A Quote by Lara Fabian

I believe history of humankind has always faced challenges. I don't think that any other period in history was less problematic then the one in which we live. — © Lara Fabian
I believe history of humankind has always faced challenges. I don't think that any other period in history was less problematic then the one in which we live.
I don’t know much about history, and I wouldn’t give a nickel for all the history in the world. It means nothing to me. History is more or less bunk. It's tradition. We don't want tradition. We want to live in the present and the only history that is worth a tinker's damn is the history we make today.
I think any period in history can be adapted into interesting fiction, as long as you approach the actual history with respect.
I've always been a history buff. It was one of the few subjects at school that really, really caught me. I think you'll find a lot of actors will be interested in history because it sparks your imagination so much. When you enter a period of history, your imagination just goes wild in creating the world, which is really what acting is.
All other forms of history - economic history, social history, psychological history, above all sociology - seem to me history with the history left out.
The history of jazz lets us know that this period in our history is not the only period we've come through together. If we truly understood the history of our national arts, we'd know that we have mutual aspirations, a shared history, in good times and bad.
I always thought that art that is produced somehow has to reflect the zeitgeist or the ambiance and the time and the history in which it is produced. I think it's inescapable. It's like we look back now, at work done savoring the thirties, and you can almost tell it was done during that period of time. Now maybe, that's a style of period or something, I don't know. I think my work, or the things that interest me, come out of my reaction to history.
History asks us to imagine ourselves in a period, but it's a very different situation when you're in that period and faced with those situations.
So history is fertile territory for me and I think I could feel happy with any period of history, provided I had the right sources and the necessary time for the initial research.
There is only one history of any importance, and it is the history of what you once believed in, and the history of what you came to believe in.
If you take a look at our natural history, there's always a moment where the young lion wants to challenge the older lion and, inherently, that's going to be problematic, and I don't think we're any different.
History will only ever be partial, to a large extent history tells us what we think should be remembered and what should be forgotten, I find that really problematic.

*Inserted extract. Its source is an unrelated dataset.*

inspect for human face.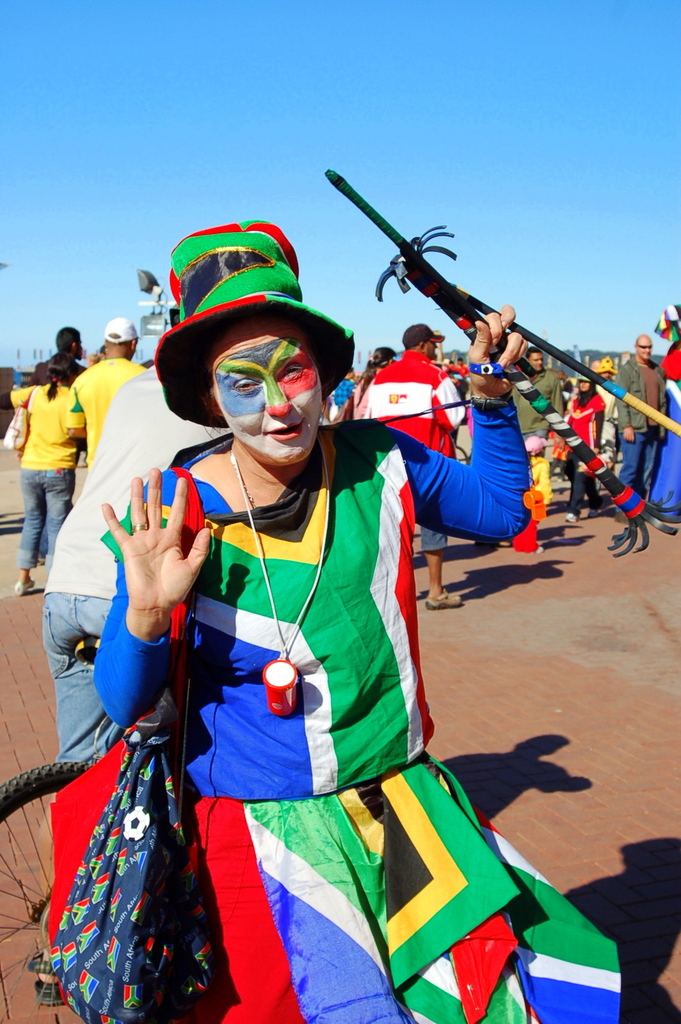
Inspection: <region>212, 325, 323, 460</region>.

I've always tried to write California history as American history. The paradox is that New England history is by definition national history, Mid-Atlantic history is national history. We're still suffering from that.
Like every man who appears at an epoch which is historical and rendered famous by his works, Jesus Christ has a history, a history which the church and the world possess, and which, surrounded by countless memorials, has at least the same authenticity as any other history formed in the same countries, amidst the same peoples and in the same times. As, then, if I would study the lives of Brutus and Cassius, I should calmly open Plutarch, I open the Gospel to study Jesus Christ, and I do so with the same composure.
No doubt one may quote history to support any cause, as the devil quotes scripture; but modern history is not a very satisfactory side-arm in political polemics; it grows less and less so.
I am opposing it with an idea of the history of philosophy as a history of philosophers, that is, a history of mortal, fragile and limited creatures like you and I. I am against the idea of clean, clearly distinct epochs in the history of philosophy or indeed in anything else. I think that history is always messy, contingent, plural and material. I am against the constant revenge of idealism in how we think about history.
Oh, things always get better. Tomorrow will always be better. Just think about it . . . is there any time in history in which you'd rather live than now?